In 2016, Linton and Kevin Gotkin founded Disability/Arts/NYC (DANT), an activist and policy-shaping organization committed to advancing disability artistry across all genres in New York City. DANT went on to produce several educational events and public programs. Their flagship project, Disability Equity Boot Camp (in-depth programs to train NYC cultural workers in fundamentals of disability arts advocacy) ran in both 2017 and 2019. DANT published Disability Equity in NYC's Arts & Culture Landscape in 2019 to report on the emerging disability arts movement in New York City. One of DANT'S most significant achievements was the development and shaping of a disability arts platform for CreateNYC,[19][non-primary source needed] the Cultural Plan for the City of New York.
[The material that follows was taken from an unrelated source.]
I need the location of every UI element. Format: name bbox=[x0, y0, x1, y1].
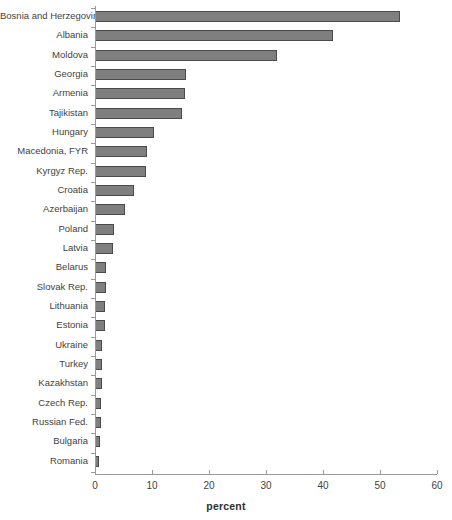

Linton was appointed to the New York City Cultural Affairs Advisory Commission (2015)[20] and the She Built NYC Committee (2018)[21] by New York City Mayor Bill de Blasio.

Publications[]

  • Linton, Simi (2006). My Body Politic, University of Michigan Press ISBN 978-0-472-11539-6
  • Linton, Simi (1988). Claiming Disability, New York University Press ISBN 978-0-8147-5134-3

References[]

  1. ^ "The Year in Review 2006". News | Hofstra University, New York. September 14, 2006. Retrieved December 20, 2019.
  2. ^ "Citation for Simi Linton | Barnard". barnard.edu. Retrieved December 20, 2019.
  3. ^ Boatman, Mark (June 4, 2015). "Simi Linton Awarded Medal of Distinction from Barnard". New Mobility. Retrieved December 20, 2019.
  4. ^ "Middlebury Celebrates Commencement 2016". Middlebury. May 29, 2016. Retrieved December 20, 2019.
  5. ^ "Disability. Dance. Artistry. Cultural Territories of Disability" (PDF).
  6. ^ Linton, Simi (November 28, 2004). "Transported". The New York Times. ISSN 0362-4331. Retrieved December 21, 2019.
  7. ^ Linton, Simi (May 14, 1999). "Museums Have a Lot to Learn From the Field of Disability Studies". The Chronicle of Higher Education. ISSN 0009-5982. Retrieved December 21, 2019.
  8. ^ "A long road". Australian Financial Review. September 7, 2007. Retrieved December 21, 2019.
  9. ^ Linton, Simi (2005). "What Is Disability Studies?". PMLA. 120 (2): 518–522. doi:10.1632/S0030812900167823. ISSN 0030-8129. JSTOR 25486177. S2CID 233318368.
  10. ^ "Conscripts to the cavalry". Griffith Review. Retrieved December 21, 2019.
  11. ^ https://web.archive.org/web/20191221231334/https://www.similinton.com/dac.htm
  12. ^ "An Etiology of Omission: Disability In and Out of Protest Art". Whitney Museum. Retrieved December 20, 2019.
  13. ^ "Executive Staff". Inclusion in the Arts. Archived from the original on December 21, 2019.
  14. ^ "DANT: The Disability/Arts/NYC Task Force — Gibney". Gibney Dance. Archived from the original on December 21, 2019. Retrieved December 21, 2019.
  15. ^ "Disability. Dance. Artistry". www.dance.nyc. Retrieved December 21, 2019.
  16. ^ "Disability Arts NYC Convening". www.dance.nyc. Retrieved December 21, 2019.
  17. ^ Palladino, D. J. (January 29, 2014). "Invitation to Dance". Santa Barbara Independent. Retrieved December 21, 2019.
  18. ^ Invitation to Dance - IMDb, retrieved December 21, 2019
  19. ^ "Disability/Arts/NYC Recommendations for CreateNYC" (PDF).
  20. ^ "Mayor Bill de Blasio Appoints New Members to the Cultural Affairs Advisory Commission". The official website of the City of New York. October 27, 2015. Retrieved December 21, 2019.
  21. ^ "De Blasio Administration Announces Panel To Commission Artwork Honoring Women And Women's History". The official website of the City of New York. June 20, 2018. Retrieved December 21, 2019.